Practical advice for frontend engineers / web developers

IE bug: change event ‘fails’ to bubble

By Isofarro on October 5th, 2009 - No comments

I ran into a weirdness where the change event fired on a select HTML element doesn’t seem to bubble up and reach the listener attached to the parent form element. Although this is specified in a W3C recommendation for this event to bubble, Internet Explorer doesn’t do this (but perhaps IE’s behaviour is correct?).

So I’ve have to assign a change event listener to each select in the form when they are available. And take care to keep doing that if additional selects are dynamically added later.

Internet Explorer doesn’t allow you to take advantage of event delegation on the change event. Which is a pity, since it’s an incredibly useful event in dynamic JavaScript functionality. But there is a logical rationale for this: This event is valid for INPUT, SELECT, and TEXTAREA. element.

The benefits of event delegation

Event delegation is a handy mechanism for adding a specific behaviour when a certain event fires for one of a group of similar elements. The technique is to listen for that event at a parent element level, and when that event happens and bubbles up to this level we check that the event happens on an element we care about and process it.

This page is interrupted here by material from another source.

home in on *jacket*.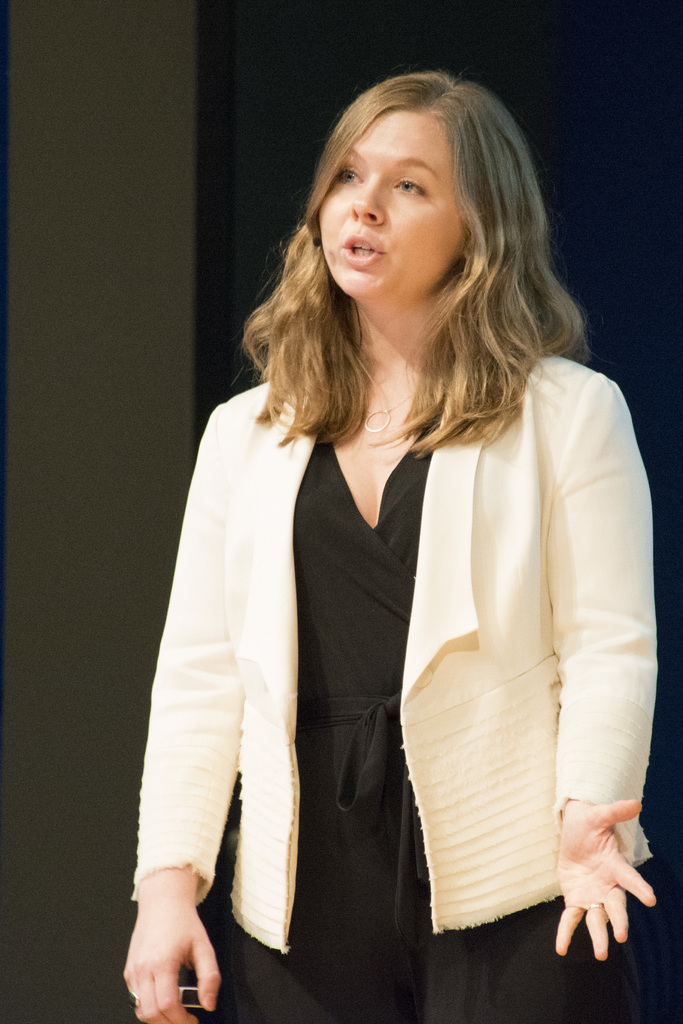
Homed in at rect(136, 269, 655, 989).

The advantage here is that we add one event listener to one element, rather than one event listener to a large or unknown number of elements.

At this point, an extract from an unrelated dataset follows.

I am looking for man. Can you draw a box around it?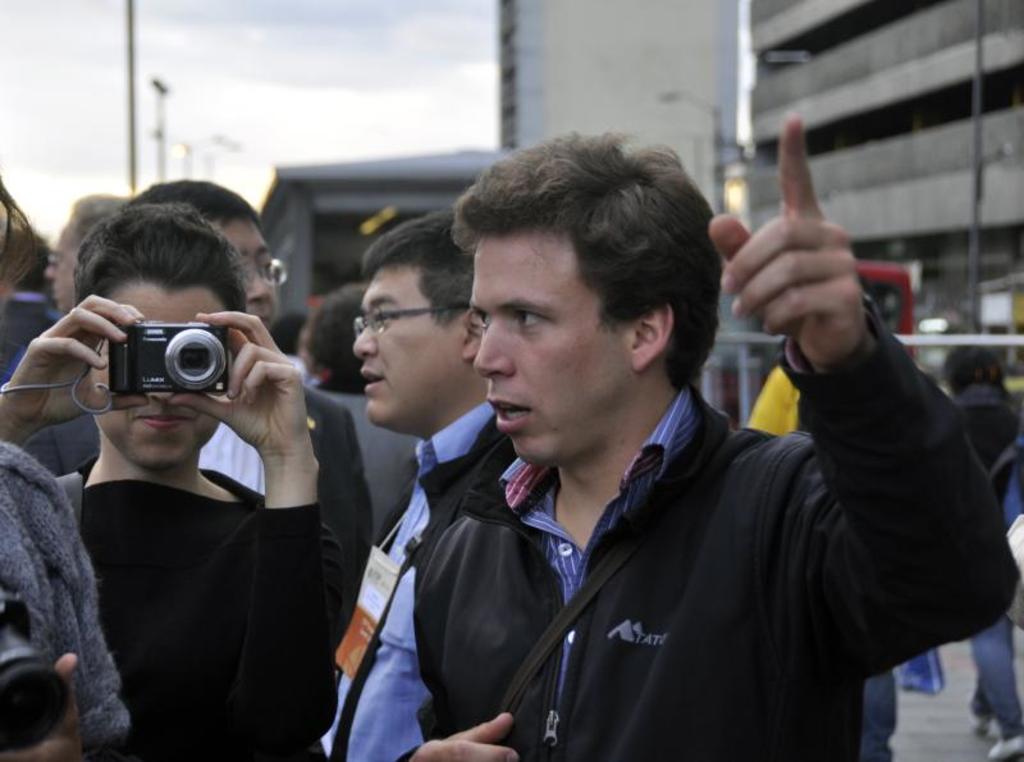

The second advantage is that we can dynamically add extra elements as children of the listening parent, and they will take advantage of these pre-defined event handlers as soon as they are present in the DOM.

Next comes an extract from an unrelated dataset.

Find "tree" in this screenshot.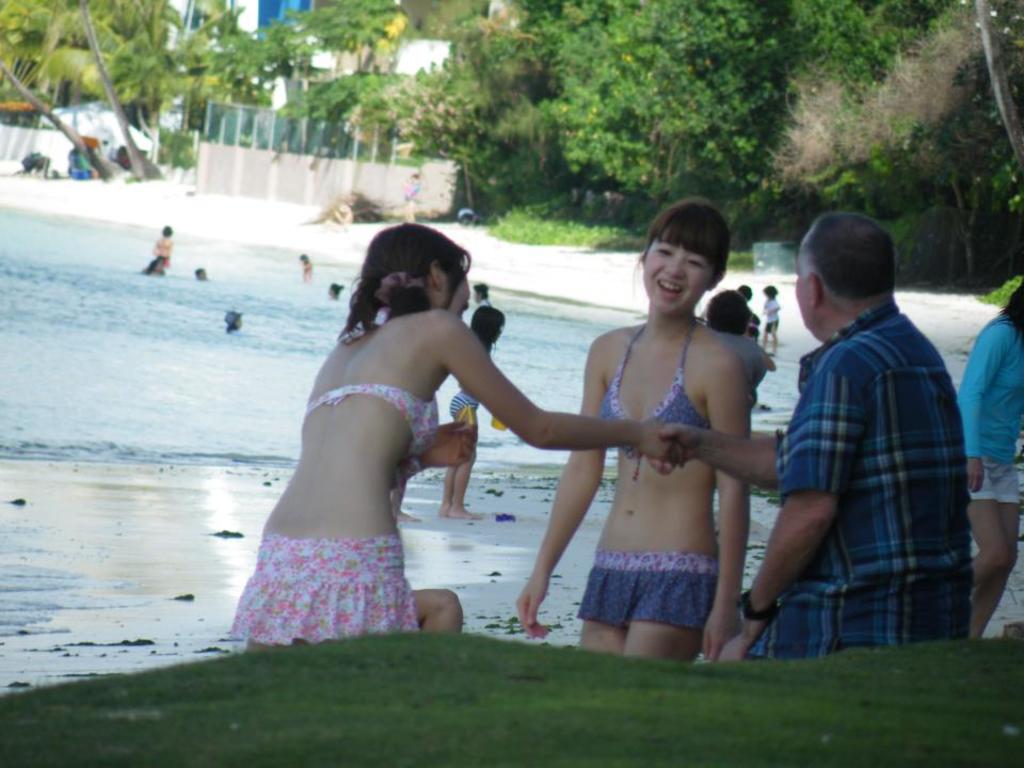
The bounding box for "tree" is (0, 0, 166, 140).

Some events bubble up the document tree, and some don’t. There are cases where it is not appropriate for a DOM event to bubble up to parent elements. The W3C DOM Events Recommendation covers which HTML events should or should not bubble.

Internet Explorer foibles

Internet Explorer goes it’s own way. It doesn’t recognise the change event on elements that aren’t changeable input fields, so listening to the change event at the form element level doesn’t work.

PPK has tested that IE doesn’t recognise change events on elements that are not input, select, and textarea. (Thanks for the correction PPK)

The main solution is not to use event delegation, and to assign listeners on the actual elements themselves. Quite a step backwards, with both a code maintenance and performance hit.